Welcome to Next Chapter Coaching: Helping Young Adults Find Clarity, Confidence, and Direction

I know what it feels like to be a young adult who feels stuck in the fog of youth, because for many years, I was one myself.

In 1996, I graduated college with a political science degree from an esteemed university—and absolutely no idea what to do with it. For the next four years, I sealed driveways, moved to Scotland for a few months, got a bartending license I never used, and eventually landed at a deli counter making tuna salad while my friends built careers and I wondered when things were going to click for me. I was fine, mostly. But that time of my life was also unsettling in a way that's hard to describe: that low-grade anxiety of feeling like everyone had been handed a map that I didn't have access to.

Of course, I wasn't broken. I wasn't lazy. I just didn't have anyone in my corner who could help me cut through the noise and figure out what I actually wanted. Eventually I found my way—back to school, into counseling, into the work I was clearly meant to do. But I've never forgotten what that fog felt like. And I think about it every time I sit down with a young adult who's living inside it right now.

That’s why I started Next Chapter Coaching.

I've been a school counselor in the Philadelphia area since 2003. I hold a Master's in Education degree in School Counseling from West Chester University. But the credential that matters most isn't on any wall — it's the thousands of conversations I've had with young people and their families through some of the most disorienting stretches of their lives.

About 15 years ago, I also started a mindfulness business, and since then I have led more than a hundred workshops, courses, and retreats for school districts, corporations, and community organizations across the Philadelphia region. Mindfulness taught me how to help people slow down, get honest with themselves, and find the clarity that's usually already there, just buried under the noise.

Next Chapter is where those two bodies of work finally come together. The counseling. Mindfulness. The experience of having felt lost myself, and having found my way. It's the most complete version of what I have to offer—and I think it's something the world actually needs right now.

The weight young adults are carrying

Something significant is happening with young adults, and it deserves to be named honestly.

Rates of anxiety, depression, and loneliness among people in their late teens and twenties have never been higher—a reality that was already alarming before 2020, and got significantly worse after it. Social isolation is pervasive, even among young people who appear well-connected online. Shame and self-doubt, which have always been part of growing up, now have faster and more efficient delivery mechanisms than ever before.

Underneath all of it is a structural disorientation that doesn't get talked about enough. Young adulthood is the first time in most people's lives when no one is handing them a schedule, a peer group, or a next step. The scaffolding that gave shape to every single day for eighteen-plus years is just gone. What's left is a wide-open future that's supposed to feel like freedom, and for a lot of young people feels more like falling.

None of this means something is wrong with them. It means they're human, and they could use some support. That's what Next Chapter is for.

How I help—and what makes it different

For almost everyone, one of the most valuable things I offer is simply being someone to talk to who isn't Mom or Dad. There's something genuinely powerful about having a trusted adult in your corner who has no stake in the outcome, who isn't going to panic, or push, or take it personally. Who is just going to listen, ask good questions, and help you figure out what you actually think. I've been that person for young people my entire career. At Next Chapter, it's the foundation everything else is built on.

From there, the work gets specific. For some young adults, the most pressing need is career clarity: figuring out what kind of work fits who they are, cutting through the noise of what they want, and building a concrete path toward something real. For others, it's the broader stuff: how to build a social life when the built-in community of school is gone or how to develop structure and routine when nobody's handing you a schedule. Most of the time, it's some combination of all of it.

Whatever the starting point, we build a game plan together, a set of small, specific, achievable steps designed around who that person actually is. Then I stay in it with them. Weekly check-ins. Honest conversation. The kind of steady accountability and encouragement that keeps things moving even when motivation dips, which it always does. 

The mindfulness piece runs underneath all of it, and it matters more than people might expect. I'm not teaching meditation classes. But the self-awareness to understand what you're actually feeling, the self-compassion to stop beating yourself up for not having it all figured out, the ability to sit with uncertainty without being paralyzed by it—these are skills that make everything else possible. 

I'm not going to pretend I have all the answers. I don't believe in that approach, and it doesn't work. What I do believe is that the young person sitting across from me already has the answers somewhere inside them. My job is to help them find those answers, trust them, and act on them. 

When they do, that's not my win. It's theirs. That's the whole point.

Let's Talk

If any of this resonates — whether you're a young adult who's not sure where to start, or a parent who's not sure what to do — I'd love to have a conversation.

That's always where it begins.
Next Chapter is open for business. Let's figure out what's in yours.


- The task: Print all entries below exactly as they appear.
BEGIN Data extracts
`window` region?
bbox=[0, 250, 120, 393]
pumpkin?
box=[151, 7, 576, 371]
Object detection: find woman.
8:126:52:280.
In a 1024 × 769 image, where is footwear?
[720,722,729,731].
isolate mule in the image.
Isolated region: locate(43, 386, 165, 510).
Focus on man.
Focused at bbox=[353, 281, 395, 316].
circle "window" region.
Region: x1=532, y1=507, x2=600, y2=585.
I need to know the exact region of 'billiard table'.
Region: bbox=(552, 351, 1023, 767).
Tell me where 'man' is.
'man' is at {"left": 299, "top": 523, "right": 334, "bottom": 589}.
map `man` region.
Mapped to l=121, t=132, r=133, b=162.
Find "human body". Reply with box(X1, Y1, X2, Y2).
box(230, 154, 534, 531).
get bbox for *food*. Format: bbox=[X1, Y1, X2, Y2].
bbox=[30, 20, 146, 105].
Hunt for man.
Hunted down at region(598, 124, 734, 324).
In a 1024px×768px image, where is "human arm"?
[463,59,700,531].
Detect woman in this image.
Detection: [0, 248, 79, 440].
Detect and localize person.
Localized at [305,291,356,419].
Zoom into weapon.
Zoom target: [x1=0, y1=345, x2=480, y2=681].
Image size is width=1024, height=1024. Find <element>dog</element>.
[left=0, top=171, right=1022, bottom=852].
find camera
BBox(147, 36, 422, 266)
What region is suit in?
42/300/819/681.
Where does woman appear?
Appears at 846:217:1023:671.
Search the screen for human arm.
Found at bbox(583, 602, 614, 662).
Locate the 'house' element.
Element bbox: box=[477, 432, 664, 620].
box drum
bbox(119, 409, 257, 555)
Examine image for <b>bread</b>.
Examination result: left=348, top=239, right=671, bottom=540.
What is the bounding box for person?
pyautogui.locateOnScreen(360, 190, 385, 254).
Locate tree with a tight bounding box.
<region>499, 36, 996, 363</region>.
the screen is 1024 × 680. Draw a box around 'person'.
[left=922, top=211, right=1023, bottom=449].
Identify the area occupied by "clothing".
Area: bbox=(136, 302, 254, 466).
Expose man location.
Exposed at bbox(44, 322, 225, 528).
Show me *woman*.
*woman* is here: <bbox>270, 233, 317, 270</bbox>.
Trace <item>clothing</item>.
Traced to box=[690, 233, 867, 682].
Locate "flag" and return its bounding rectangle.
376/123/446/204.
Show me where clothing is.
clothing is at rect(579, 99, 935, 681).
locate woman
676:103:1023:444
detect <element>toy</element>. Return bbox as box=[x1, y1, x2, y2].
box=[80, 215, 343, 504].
END Data extracts
- Solution for this exercise:
`window` region?
bbox=[0, 250, 120, 393]
pumpkin?
box=[151, 7, 576, 371]
Object detection: find woman.
8:126:52:280.
In a 1024 × 769 image, where is footwear?
[720,722,729,731].
isolate mule in the image.
Isolated region: locate(43, 386, 165, 510).
Focus on man.
Focused at bbox=[353, 281, 395, 316].
circle "window" region.
Region: x1=532, y1=507, x2=600, y2=585.
I need to know the exact region of 'billiard table'.
Region: bbox=(552, 351, 1023, 767).
Tell me where 'man' is.
'man' is at {"left": 299, "top": 523, "right": 334, "bottom": 589}.
map `man` region.
Mapped to l=121, t=132, r=133, b=162.
Find "human body". Reply with box(X1, Y1, X2, Y2).
box(230, 154, 534, 531).
get bbox for *food*. Format: bbox=[X1, Y1, X2, Y2].
bbox=[30, 20, 146, 105].
Hunt for man.
Hunted down at region(598, 124, 734, 324).
In a 1024px×768px image, where is "human arm"?
[463,59,700,531].
Detect woman in this image.
Detection: [0, 248, 79, 440].
Detect and localize person.
Localized at [305,291,356,419].
Zoom into weapon.
Zoom target: [x1=0, y1=345, x2=480, y2=681].
Image size is width=1024, height=1024. Find <element>dog</element>.
[left=0, top=171, right=1022, bottom=852].
find camera
BBox(147, 36, 422, 266)
What region is suit in?
42/300/819/681.
Where does woman appear?
Appears at 846:217:1023:671.
Search the screen for human arm.
Found at bbox(583, 602, 614, 662).
Locate the 'house' element.
Element bbox: box=[477, 432, 664, 620].
box drum
bbox(119, 409, 257, 555)
Examine image for <b>bread</b>.
Examination result: left=348, top=239, right=671, bottom=540.
What is the bounding box for person?
pyautogui.locateOnScreen(360, 190, 385, 254).
Locate tree with a tight bounding box.
<region>499, 36, 996, 363</region>.
the screen is 1024 × 680. Draw a box around 'person'.
[left=922, top=211, right=1023, bottom=449].
Identify the area occupied by "clothing".
Area: bbox=(136, 302, 254, 466).
Expose man location.
Exposed at bbox(44, 322, 225, 528).
Show me *woman*.
*woman* is here: <bbox>270, 233, 317, 270</bbox>.
Trace <item>clothing</item>.
Traced to box=[690, 233, 867, 682].
Locate "flag" and return its bounding rectangle.
376/123/446/204.
Show me where clothing is.
clothing is at rect(579, 99, 935, 681).
locate woman
676:103:1023:444
detect <element>toy</element>. Return bbox as box=[x1, y1, x2, y2].
box=[80, 215, 343, 504].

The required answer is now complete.